The services sector covers areas as diverse as communication, financial and business services, IT and the tourism trade
The services sector covers areas as diverse as communication, financial and business services, IT and the tourism trade

The country's services sector grew at the fastest pace in six months in December amid a burst of business confidence that a number of firms linked to reduced Brexit uncertainty. 

A slowdown in manufacturing activity in the European Union's fastest-growing economy had threatened to spread to the services sector in October as seven years of uninterrupted growth weakened to a near standstill.

But AIB's IHS Markit Purchasing Managers' Index (PMI) for services rebounded for a second successive month to 55.9 from 53.7 in November.

This keeps it comfortably above the 50 mark that separates growth from contraction. 

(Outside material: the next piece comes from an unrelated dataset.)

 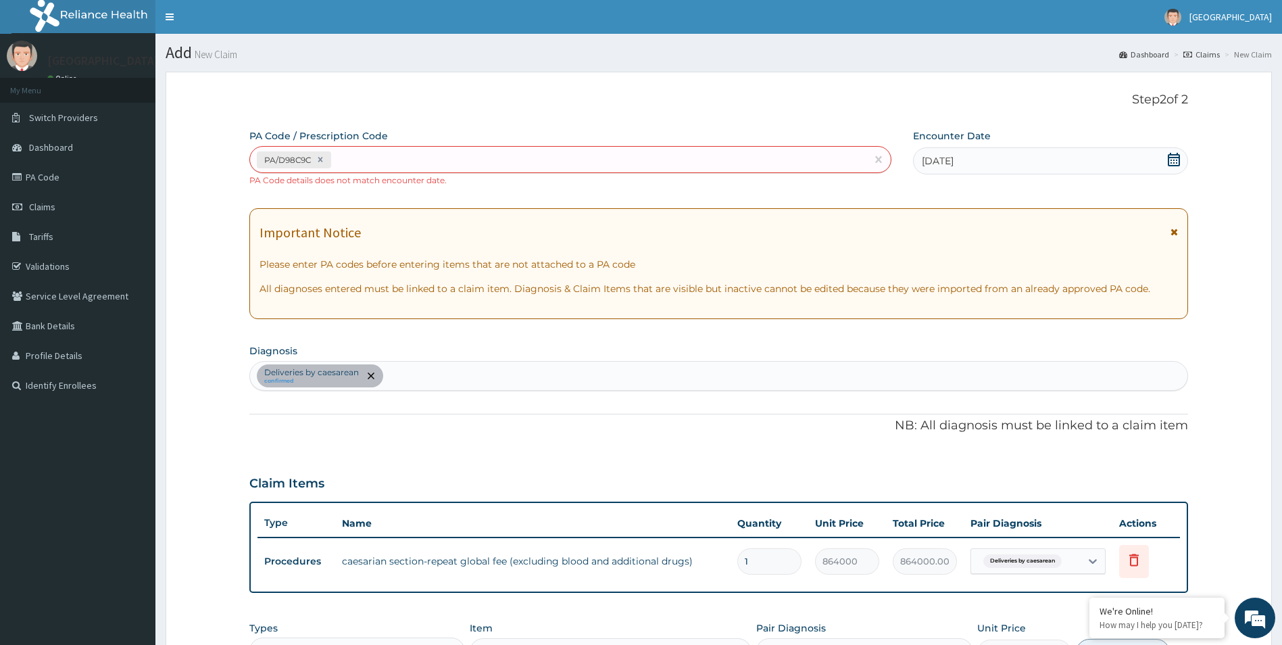 What do you see at coordinates (310, 233) in the screenshot?
I see `h1: Important Notice` at bounding box center [310, 233].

The services sector covers areas as diverse as communication, financial and business services, IT and the tourism trade. 

AIB said that the recovery in December was driven by stronger domestic orders. 

The sub-index measuring business expectations, which hit an eight-year low in September, shot up to a 17-month high of 70.3 last month from 66.4 a month earlier. 

"Overall this report indicates that the Irish services sector finished 2019 in very good shape, despite the challenges posed by Brexit uncertainty and weakening global growth," said Oliver Mangan, chief economist at AIB.

"Nonetheless, the rate of expansion in the services sector in 2019 as a whole, though impressive, was the slowest since 2012, indicating that external headwinds did dampen activity somewhat last year," Mr Mangan added.